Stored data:
[Start of Attachment]
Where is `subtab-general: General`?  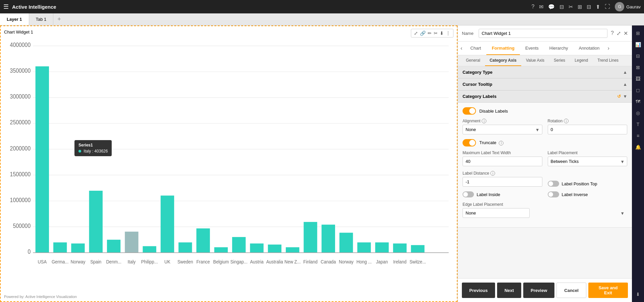
subtab-general: General is located at coordinates (473, 61).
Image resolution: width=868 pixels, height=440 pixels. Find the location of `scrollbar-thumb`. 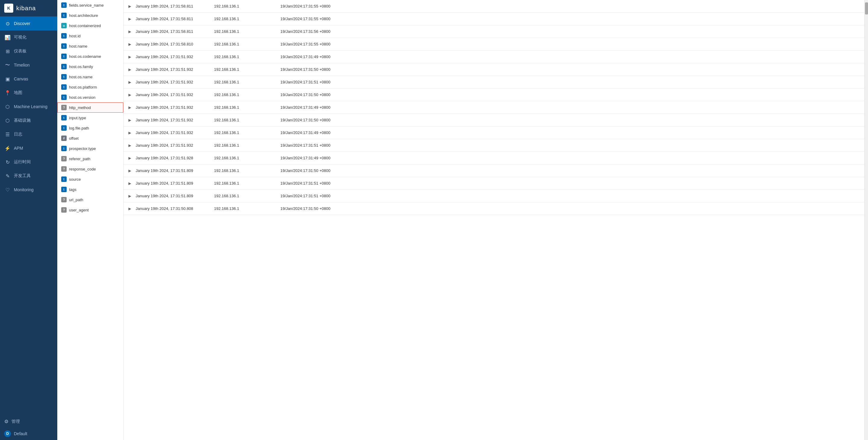

scrollbar-thumb is located at coordinates (867, 8).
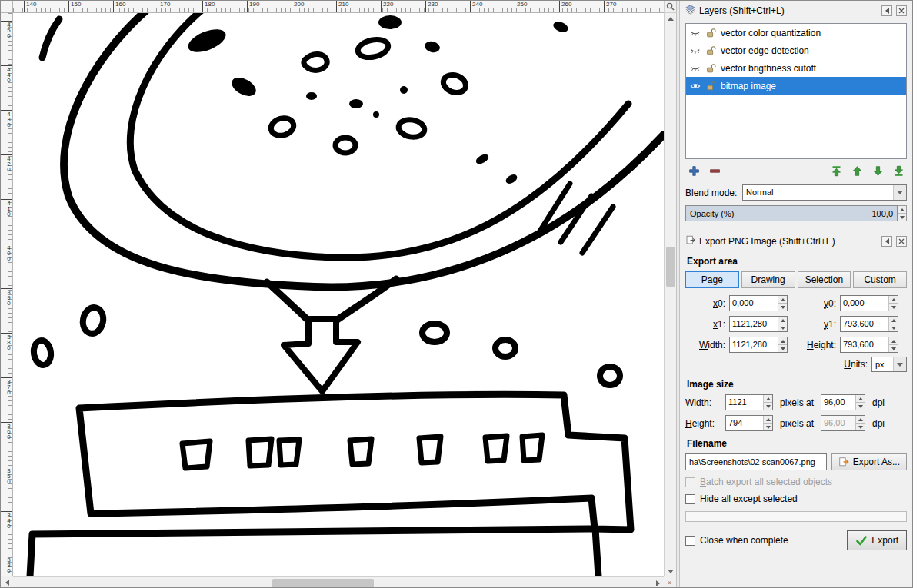 This screenshot has height=588, width=913. Describe the element at coordinates (6, 118) in the screenshot. I see `ruler-label: 430` at that location.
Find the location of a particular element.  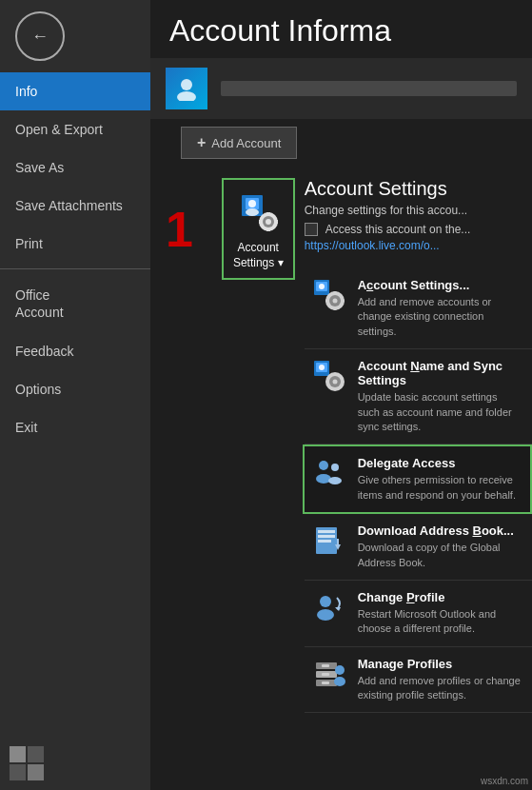

menu-item-change-profile-text: Change Profile Restart Microsoft Outlook… is located at coordinates (440, 613).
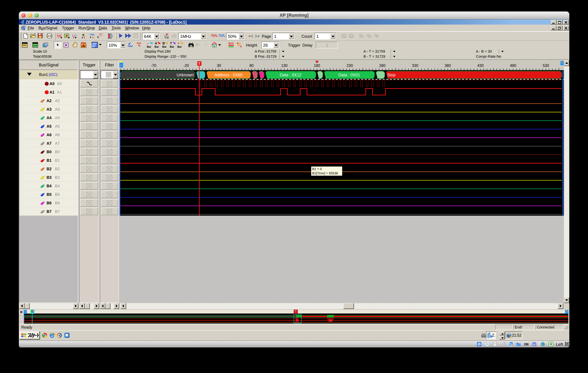 The height and width of the screenshot is (373, 588). I want to click on svg-text: 010, so click(35, 46).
[End of Attachment]
WHAT IS NEEDED
Each entry should come back exactly as written, with its pictures omitted.

TASK OUTPUT
Where is `subtab-general: General`?  
subtab-general: General is located at coordinates (473, 61).
Image resolution: width=868 pixels, height=440 pixels. Find the location of `scrollbar-thumb`. 

scrollbar-thumb is located at coordinates (867, 8).
 This screenshot has height=588, width=913. Describe the element at coordinates (6, 118) in the screenshot. I see `ruler-label: 430` at that location.
Find the location of a particular element.  

menu-item-change-profile-text: Change Profile Restart Microsoft Outlook… is located at coordinates (440, 613).
 The height and width of the screenshot is (373, 588). I want to click on svg-text: 010, so click(35, 46).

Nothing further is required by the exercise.